“Today, I am as optimistic and resolved as ever that we will solve the climate crisis. Our collective efforts are dependent not on politics or ideology — or elections — but on our commitment to each other, to the health of our planet and to a sustainable future for all…. Now, more than ever, our planet needs us — and I’m inspired by the knowledge that we’ll take the path forward together.”
— Al Gore, Founder & Chairman, The Climate Reality Project, November 09, 2016
The last presidential candidate who won the popular vote only to lose the Electoral College went on to use his free time to give us “The Inconvenient Truth.” Perhaps, it is now obvious to Hillary Clinton she should have made this year’s election about climate change.
Turns out I had pre-booked my post-election group therapy by getting tickets with other colleagues of the Institute of Cultural Affairs [ICA]-USA to hear Bill McKibben, the founder of 350.org. I’m sure all in the audience were looking forward to hearing about all the progress on climate action that was awaiting us over the next four years. While McKibben shared the audience’s frustrations, he inspired me with his story telling on how 350.org was founded.
In 2008, 350.org began with six Middlebury college students of McKibben’s. One of the first environmental organizations to use a website as its moniker, 350 signifies the concentration of carbon dioxide in parts per million (ppm) that the atmosphere can safely hold without changing our climate. Too bad for us, we are currently around 400ppm.
The group first focused on an International Day of Climate Action to encourage the world’s most widespread day of political action reporting 5,245 actions in 181 countries on Saturday October 24, 2009. This resonated with me for several reasons.
First, college students sparking this initiative shows the strength of service learning projects such as ICA’s Accelerate77 convening the Chicago Sustainability Leaders Network. Second, the breadth of the international engagement challenges ICA to collaborate with our ICA-International colleagues to commemorate in 2017 the 40th anniversary of ICA’s “Band of 24”which created human development projects in all 24 time zones across the globe.
Then there is the flashback memory to my organizing roots with Gale Cincotta speaking truth to the imperative of Reclaiming America from big oil and big banks in the early Reagan years of deregulation for profits.
McKibben outlined the arguments for divestment in 2012, when he boiled down the future of the fossil fuel industry to simple arithmetic – companies own at least four times more fossil fuel reserves than we can safely burn, so it must stay in the ground, so the reserves and the companies are overvalued when these become “stranded assets.” Not a good long-term investment.

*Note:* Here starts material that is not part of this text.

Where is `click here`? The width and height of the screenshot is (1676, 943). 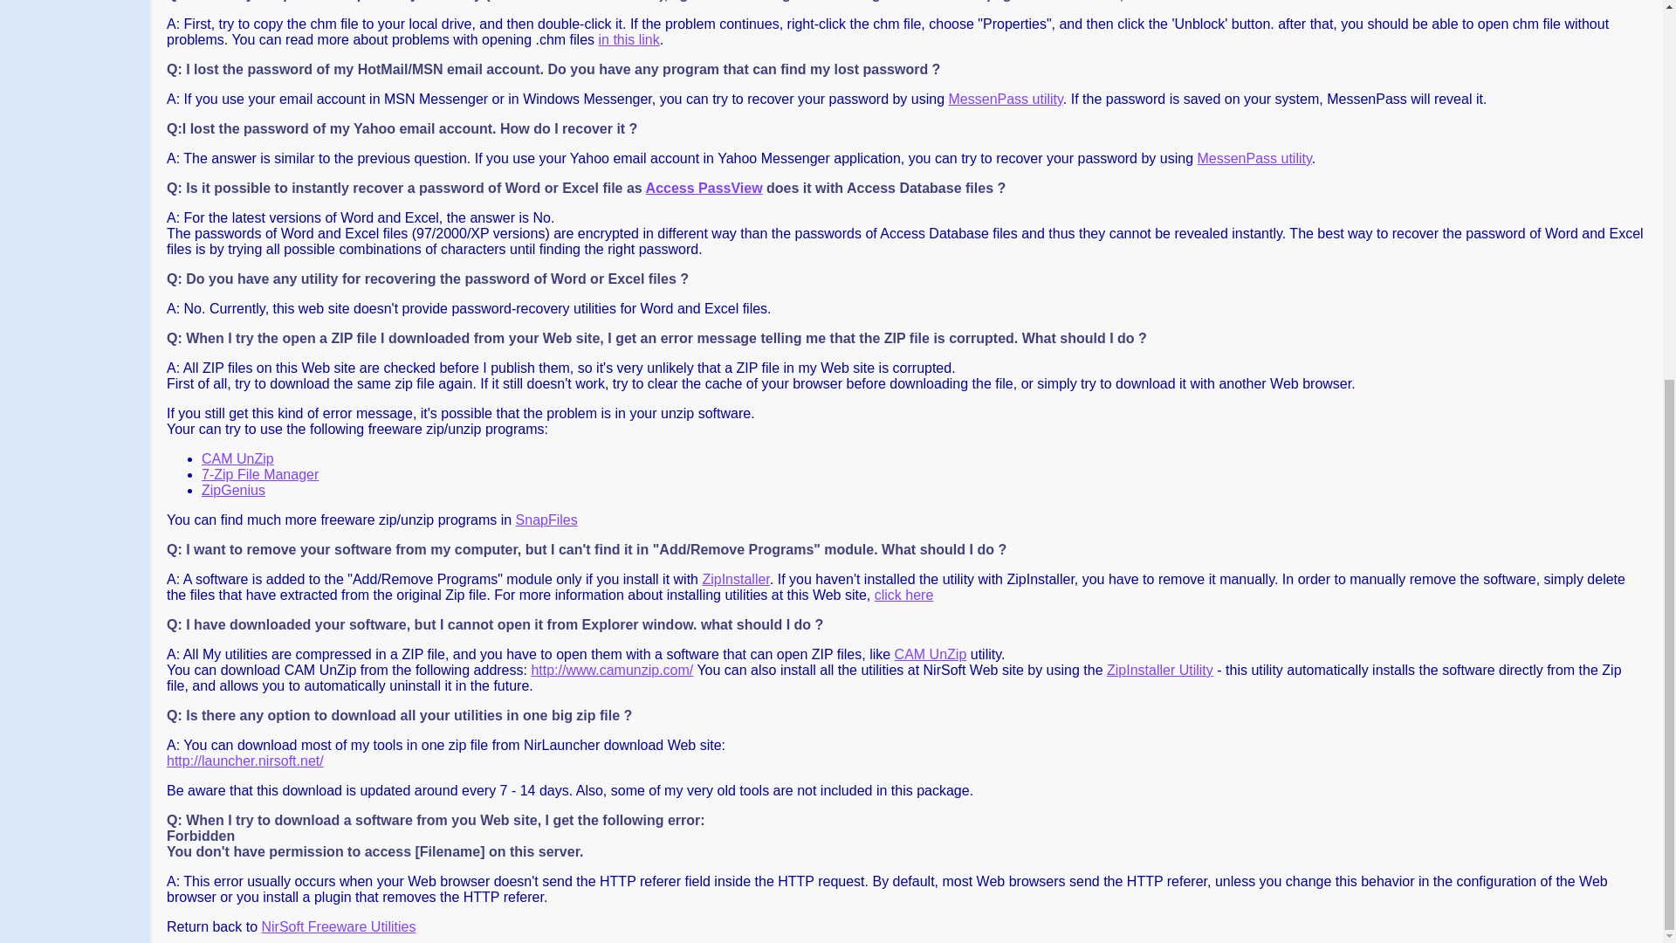
click here is located at coordinates (904, 594).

Divestment movements continue to spread on campuses across America. 350.org’s fossil fuel divestment campaign is shifting money faster than any divestment movement before it. Now it’s time for local governments to enter the fray and protect the future of our citizens.
If you’re looking this fall for real “reality TV,” check out season two of Years of Living Dangerously, airing on Nation Geographic Channel. In the October 30th opening episode, BLOCKING THE SUN, “Saturday Night Live” cast member Cecily Strong traveled to Florida and Nevada to investigate what’s blocking the growth of solar energy in the U.S. I know it’s shocking to discover it’s our publicly regulated utility companies.
On the good news side, Florida voters in the “Sunshine State” rejected on November 8th, a misleading utility-backed campaign promoting a referendum as protecting consumers and encouraging solar. Their promotional materials did not include an explanation that the amendment would open the door to new fees and costs to rooftop solar users. As Cecily’s interviews captured, solar industry advocates argued that instead of expanding rooftop solar generation, the amendment had the potential to make it less economically viable and limit its expansion. So the battle will continue for more solar in the Sunshine State.
But as other episodes on Years of Living Dangerously document local battles abound. David Letterman’s trip to India —soon to be the world’s most populous but with 300 million people living in rural villages without power – focused on India’s dilemma of using dirty fossils fuels like coal or leading the way with the renewable energy.
In California, the worst drought in 1,200 years is devastating the nation’s most populous state and the world’s seventh-largest economy. A global water crisis is forcing family farmers off their land in the parched Central Valley and threatening our food supply.
In the remote corners of the African Sahel, migrants are being forced to make the deadly trip across the Mediterranean as “climate refugees.”
“We have a choice, we can build walls or we can build gardens. If we don’t help people build gardens here in Africa, they’re going to come right over our wall,” New York Times columnist Thomas Friedman.
Perhaps, the President-Elect can find the time to watch a few episodes and learn how all this is connected and why climate action is an imperative. Otherwise, we all will be living dangerously over the next four years.
You must be logged in to post a comment.